Yes, Harold Keables’ style was brutal. His A.P. English course did not resemble other English courses, and his pedagogy did not affirm the unformed intellect. With another teacher, the exchange might have been different.

“Who can tell me the name of the river on which Huck Finn spent his life? Johnny?”

“Uh, the Nile?”

“Thank you, Johnny, that’s very good. The Nile is indeed a river. Excellent. Does anyone else have any input?”

Keables was different. Keables had standards, and they were never relaxed. Whether they were fair or not seems almost an impertinent question. They were his, period. Or rather, they were him. (G7d6: They were he.) They seemed to hold him upright almost physically long after his body should have been relieved of active duty on the classroom front.

Sometimes his standards seemed unfathomable. Answering a Keables question correctly (that is, to his satisfaction) often required as much clairvoyance as knowledge or insight or imagination. Never, however, was there a question that the standards might be capricious or arbitrarily applied. Keables was the same yesterday and today, until the end of his tomorrows.

It was this that gave his judgments an air of the absolute. The competition for good marks on any given assignment embraced not only the twenty-odd students then enrolled in the class, but the scores of twenty-odd over the decades of his teaching. He would read outstanding examples of our writing out loud to the class. Here is a fine essay on Keats' "Ode on a Grecian Urn," he would say in introduction, and the lucky one among us would swell a bit with pride. Yes, a fine essay, he would say in conclusion, though not as fine as this one’s in ‘67, or as eloquent as that one’s in ‘54, or as . . . The swelling would subside a bit.

Sometimes his standards seemed a bit too objective. Over the years he had succeeded in reducing the received grammar and usage of the English language to a neatly organized code of letters and numbers, as perhaps, "G4b3: Do not begin a sentence with a conjunction." But the problem came, especially in his creative writing classes, when his system seemed to codify matters of taste or style in a way that stifled what we felt to be creativity. “B4u2: Do not use slang.” What kind rule that? Not that Keables was inflexible. On the contrary, he could well appreciate the creative stretching of literary convention if given sufficient artistic justification, but there was the rub: he would be the judge of that sufficiency. Keables was the Inspector 12 of the English language.

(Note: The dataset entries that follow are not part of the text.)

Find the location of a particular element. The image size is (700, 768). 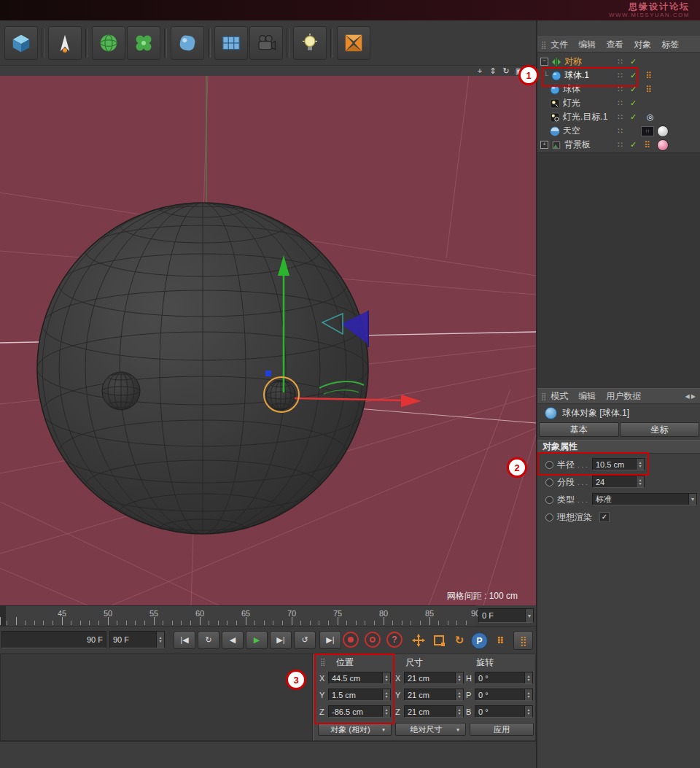

material-thumbnail-pink is located at coordinates (663, 145).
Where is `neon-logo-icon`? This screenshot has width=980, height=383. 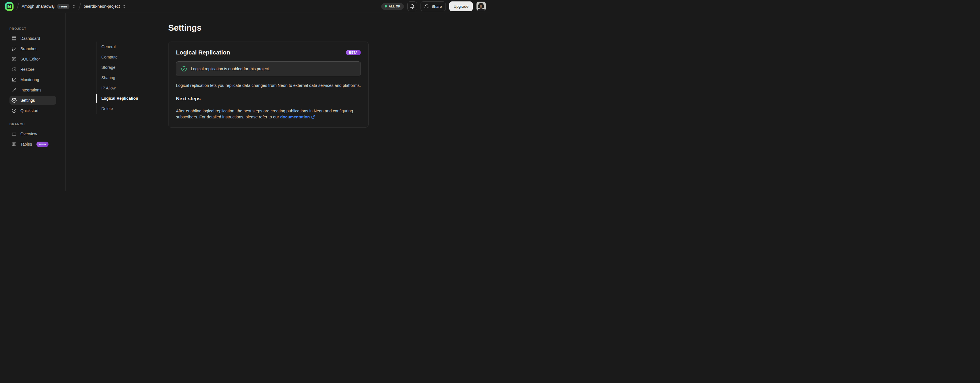 neon-logo-icon is located at coordinates (9, 6).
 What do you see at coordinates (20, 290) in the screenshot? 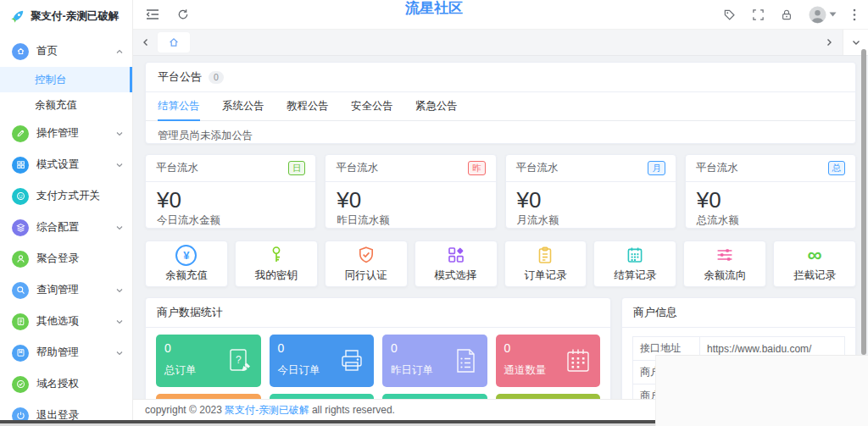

Standards alone, however, do not constitute the kind of excellence in teaching of which Keables’ was the paradigm. Keables brought to the exercise of these standards an energy and a dedication that were awesome to behold. Who could forget the sight of Keables at a basketball game, open folder in lap, red pen in hand, eyes scrutinizing a referee’s call, voice raised in staunch encouragement? How he managed to correct the weekly deluge of papers as promptly, minutely and attentively as he consistently did, while at the same time remaining an unwaivering supporter of the school’s extracurricular life, defies comprehension. And if to this be added a recognition of the gentle and constant care he tendered his wife during Mrs. Keables’ long convalescence, we have a picture of a truly extraordinary human being.

When I say, as I do now firmly and forthrightly, that of all the teachers I have had in grade school, high school and beyond, Mr. Keables lives in me now as no other, I know that I do not speak alone, but that scores of twenty-odd voices join my own. And to say that Mr. Keables taught me to write, to think, and to hold high standards dear, does not begin to exhaust my debt to him. Above all these things,an incomparable gift he gave me. By his attention, by his care, by his devotion, by his codgery, nitpicking, maddening, fussbudgetty love he gave me dignity; he gave me myself. For this I love him. For this he lives and remains the same Mr. Keables—yesterday, today and tomorrow.